Edenborough and her teachers teach new students about the warning sirens. They also tell parents about sirens and tornado shelter locations during home visits and parent-teacher meetings.
Don Stull, professor emeritus of anthropology at the University of Kansas, has written on the meat packing industry and its effect on communities. He said it can be difficult for law enforcement officials and government agencies to build trust with refugee communities because they are fleeing persecution in their home countries.
“Very often that persecution is coming from the established authorities -- the army, the police. And so the policemen are not necessarily their friends in Ethiopia or Myanmar or Mexico or Guatemala or El Salvador,” Stull said. “And so assuming we get to the United States and this guy in the uniform, ‘Well, he's my friend.’ That's not something that they automatically assume.”

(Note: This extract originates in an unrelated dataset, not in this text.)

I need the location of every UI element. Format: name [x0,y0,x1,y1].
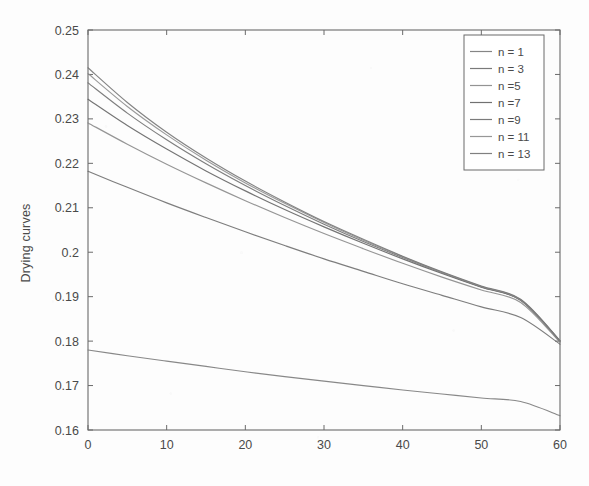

Meat packing plants and refugees
Guymon is not the only community on the Great Plains with a large number of refugees and immigrants. Places like Garden City and Liberal, Kansas and Lexington, Nebraska have also experienced an influx of foreign-born residents after meatpacking plants set up shop.
Stull said packing plant managers view immigrants and refugees as hard workers who are less likely to unionize.
“They need the work,” Stull said. “Where else can you get a job that pays as much as meatpacking if you don't speak English, if you don't have preexisting job skills, or high school or better education?”
The meat industry has changed dramatically since the 1960s. Meatpacking companies, originally centered in large urban areas like Chicago and Kansas City, gradually moved to smaller communities away from cities.
Stull said the companies turned to immigrant labor, at first primarily from Mexico and Central America, because these small towns often didn’t have an adequate workforce.
Stull said modern companies increasingly seek refugee labor.
“Refugees are in this country with authorization. Immigrants may or may not be,” Stull said.
The art of translation
Translating pamphlets and other documents into different languages could help the Guymon community prepare for a disaster.
Harold Tyson, the emergency manager for Guymon and Texas County, said the number of languages in the city has multiplied since he translated emergency preparedness pamphlets into Spanish a few years ago.
“I thought I was really gaining a lot. And now I got so many others that I just haven't been able to afford it,” Tyson said.
Translation is a tricky process.
“You can't just cookie cutter a message and say, 'Oh, I'll take this message in English and translate it to Somali,’” said Dennis Andrulis, a researcher at the Texas Health Institute and professor at the University of Texas Schools of Public Health.
Words can carry different meanings in different contexts and cultures.
Andrulis once gave a group presentation on HIV/AIDS prevention to a Hasidic Jewish community in Brooklyn. The materials were translated into Hebrew but local rabbis found them offensive.
“The person from the government...said, ‘Well we translated it.’ And the person from the Hasidic community said, ‘But we won't read it,’” Andrulis said.
Andrulis said government officials need to develop trust with these communities and engage them to figure out what is culturally acceptable.
“The churches and schools and community-based organizations there are the ones who know and they're the ones who will also help gain that trust,” Andrulis said.
“If you try to do it from a remove, from government officials, you're likely to run into quite a bit of resistance on the part of the communities.”
Mark Wescoatt, the Lutheran pastor in Guymon, is an example of an effective intermediary. For the Karen refugees in Guymon, he’s a familiar, friendly face.
“They know that that I joke a lot, but it's that they trust me. I guess that's it. They do trust me,” Wescoatt said.
And it’s that trust that can help families stay out of harm’s way.
Support for this article was provided by the Weather Eye Award, an award given to distinguished local reporters by RiseLocal, a project of New America’s National Network.